Opinion.

Prior to the night of July 20, 2009, Fátima Hernández was just a regular young Managua woman, busy with work and studies. She was not actively involved in the women’s rights movement or politics.

Yet, within a few months, she was unwillingly thrust to the forefront of the fight against what Amnesty International calls “endemic” sexual violence in Nicaragua.

That night in 2009, Hernández decided to go to a bar in Managua with four co-workers from the Ministry of Immigration. The group hung out, chatted, and drank some beer and soda.

Hernández believes her drink was drugged at some point in the evening. What happened next was confirmed by medical and court records: Hernández was raped and beaten by her co-worker, Farinton Reyes Larios, leaving her with injuries that required 43 days of hospitalization.

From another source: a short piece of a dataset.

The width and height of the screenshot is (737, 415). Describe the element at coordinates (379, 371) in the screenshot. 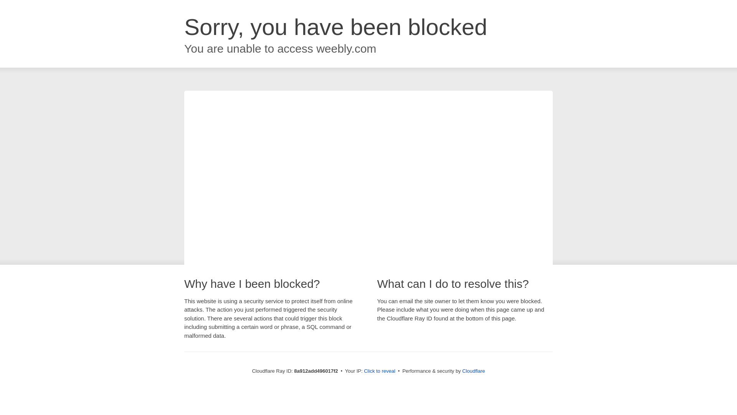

Yet it’s not what happened to Hernández that has made her a national symbol in the fight against sexual violence, rather what she did about it. After she recovered physically from the rape and assault, she embarked on a heroic struggle to achieve what she calls, “Just a little bit of justice.”

She went on hunger strikes outside courthouse and government offices, publicly denouncing her attacker and relentlessly demanding action from the reluctant police and torpid judicial system. She made so much noise that the authorities were finally forced to arrest Reyes, who was charged and convicted.

Reyes was sentenced to eight years in prison for aggravated rape in July 2010. Hernández’s struggle had been exhausting and dangerous, but it seemed that the court system, despite failing so many other victims of sex crimes, finally got it right, even if their lethargic administration of justice was motivated mostly by public pressure.

But the illusion of justice vanished quickly. In July 2011, the Sandinista-controlled Supreme Court reduced Reyes’ sentence by half, setting the stage for his sentence to later be suspended altogether. That decision from the nation’s highest court was doubly devastating to Hernández, rights activists and Nicaragua’s rule of law in general, because it came with a stinging statement that downgraded Reyes’ crime from rape to “an excess in the sexual act” and said that Hernández was “permissive” in the assault.

The court’s ruling was essentially judicial talk for “She asked for it,” with a winked dismissal of Reyes’ behavior as drunken horniness.

On Nov. 22, a couple of days before the International Day to end Violence Against Women, Reyes’ sentence was suspended completely and he was set free. After initially being sentenced to eight years, he served less than 18 months.

Bewildered, Hernández  could say only, “The judiciary made it clear that this is a biased government body that is more interested in protecting the rights of offenders and rapists than of those of the victims.”

Over the past two and a half years, Fátima Hernández has been called a liar and an attention-seeker. She has been accused of acting out of political motivation. She has been attacked in the street and received death threats over the phone. But she has also had support from her family, her community and members of the media. She has also had the strong support from many women’s and human-rights organizations.

And she has even found time to give back to the community. Hernández has set up her own organization to offer legal and psychological support to other abused women and girls. She remains determined that some good can still come of her ordeal.

Having been failed by Nicaragua’s dopey judicial system, Hernández and her lawyers from the Permanent Human Rights Commission (CPDH) will file a petition before the Inter-American Court of Human Rights in Costa Rica before Jan. 21, 2012—just 11 days after President Ortega is scheduled to swear-in for this controversial third term as president.

Hernández’s defense lawyers will claim that the Nicaraguan State denied her justice. It may be one of the first battles the new government will face.

Hernández’s experience reaffirmed two disturbing truths about Nicaragua’s justice system: perpetrators of sexual violence often go unpunished, and victims of sex crimes are often judged more harshly than their attackers.

With no chance at fairness or justice in Nicaragua, Hernández will turn to the Inter-American Court in her continued search for “Just a little bit of justice.”